From Scottish Gaelic 'dubh glas' meaning 'dark water,' originally a river and clan name.
Douglass — with the doubled *s* — is a variant of Douglas, from the Scottish Gaelic *Dubhghlas*, a place name meaning "dark river" or "black stream" (*dubh*, black + *glas*, stream or water). The name originated with the River Douglas in Lanarkshire, Scotland, and was adopted by one of the most powerful Scottish clan dynasties of the medieval period. The Black Douglases and Red Douglases shaped Scottish and English history for centuries; their name appears in ballads, chronicles, and Shakespeare's *Henry IV*, where the fiery Earl of Douglas is among Hotspur's allies.

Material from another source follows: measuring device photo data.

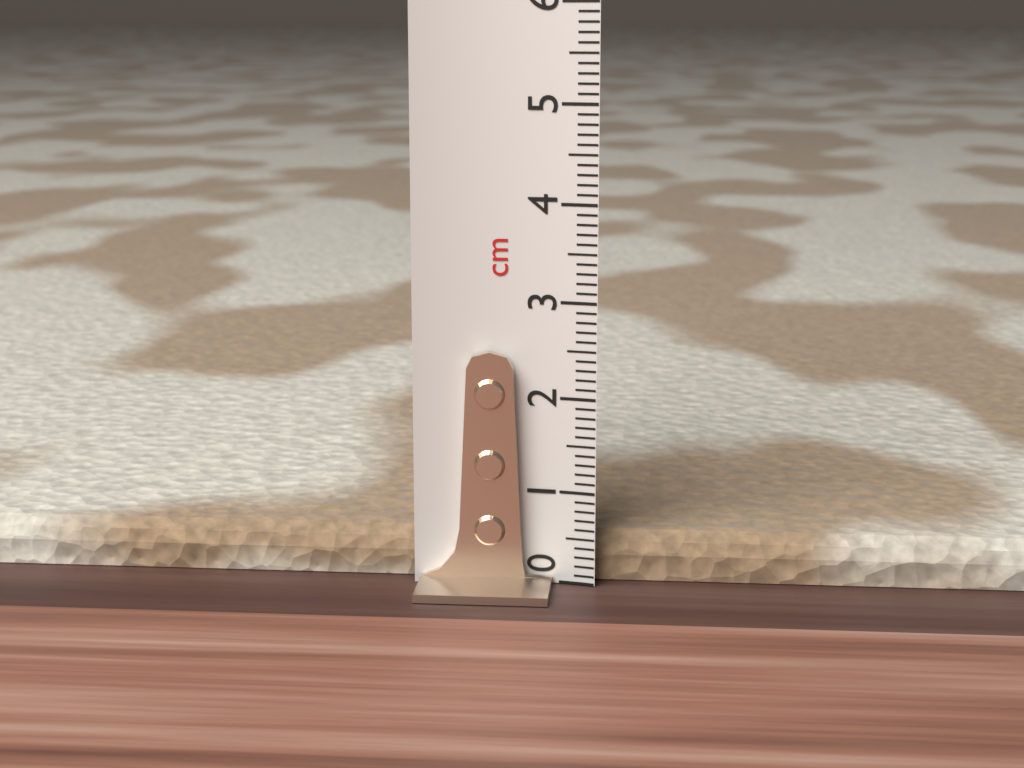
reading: 0.5 cm
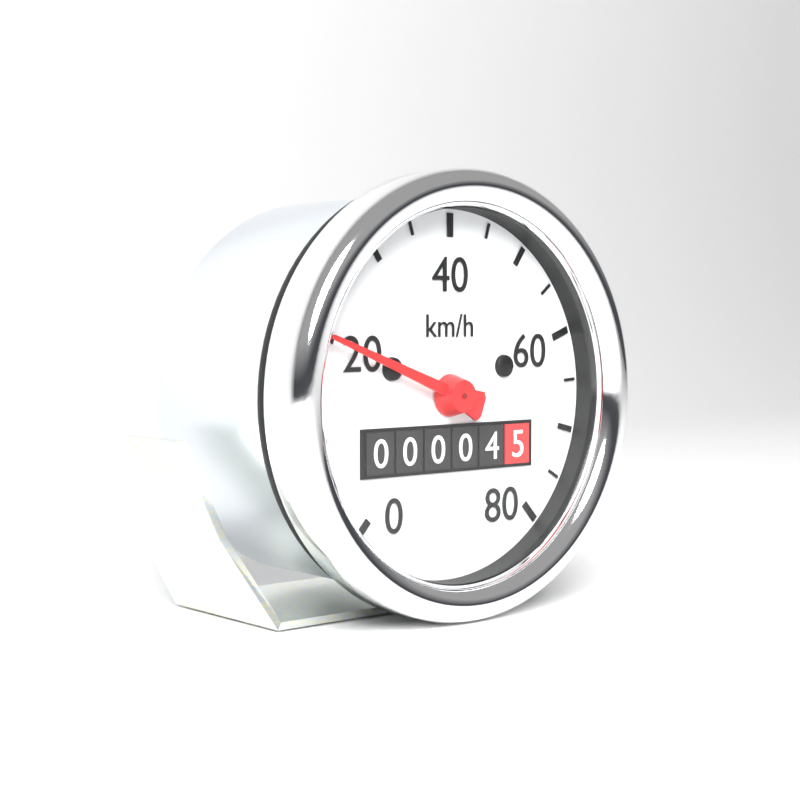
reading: 20 km/h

The name crossed to America with Scottish settlers and Ulster Scots, becoming common across the colonies. But the spelling Douglass carries a specific and towering American resonance: Frederick Douglass, born Frederick Augustus Washington Bailey around 1818, chose this slightly modified spelling when he escaped slavery and reinvented himself as a free man. He took the name from a character in Sir Walter Scott's *The Lady of the Lake*, and that extra letter became his own — marking his authorship of his own identity.

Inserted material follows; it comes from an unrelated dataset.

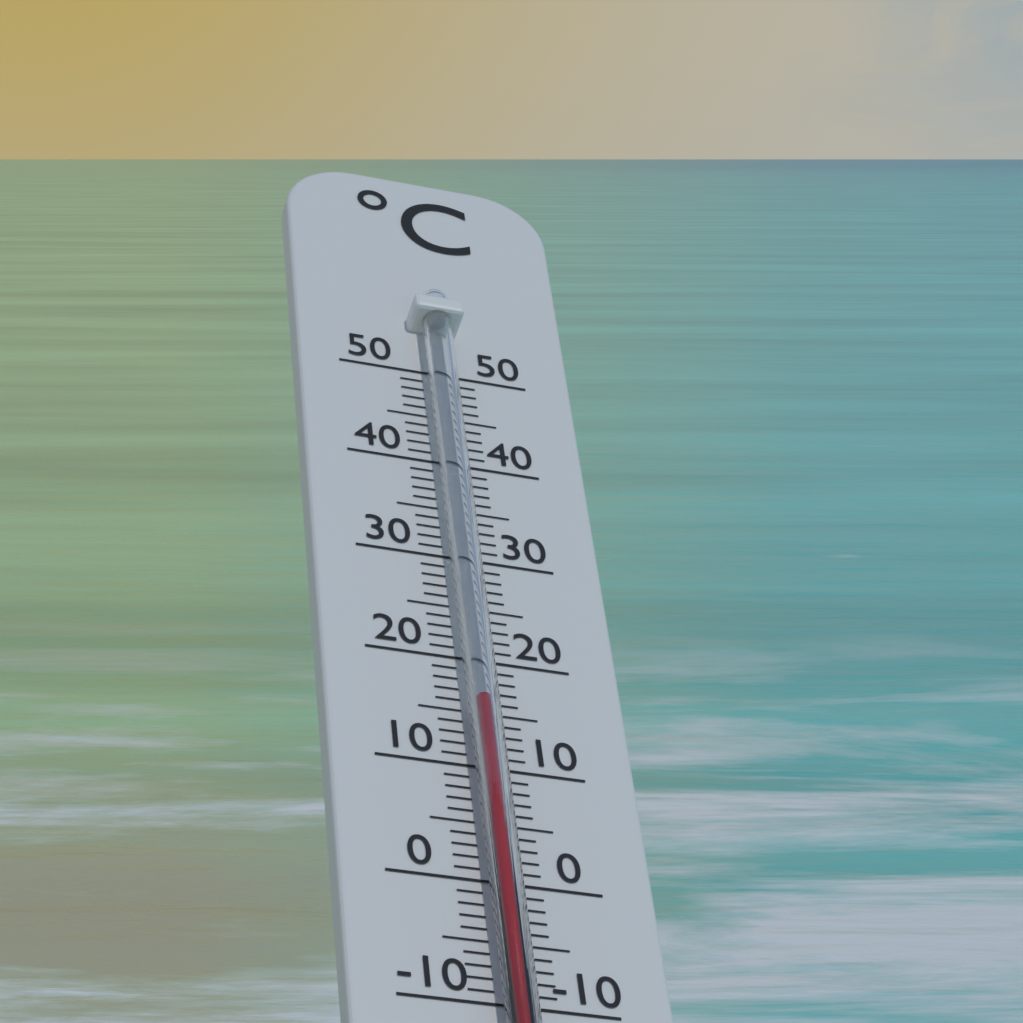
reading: 15 °C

Douglass went on to become the most photographed American of the nineteenth century, a towering abolitionist, orator, and statesman whose *Narrative* remains one of the foundational texts of American literature. Given this heritage, Douglass with two *s*'s is more than a spelling variant — it is a name with a specific American history, one tied to freedom, self-determination, and intellectual courage. Families who choose this form are implicitly honoring one of the country's great moral figures while giving their child a name that is at once familiar and subtly distinguished.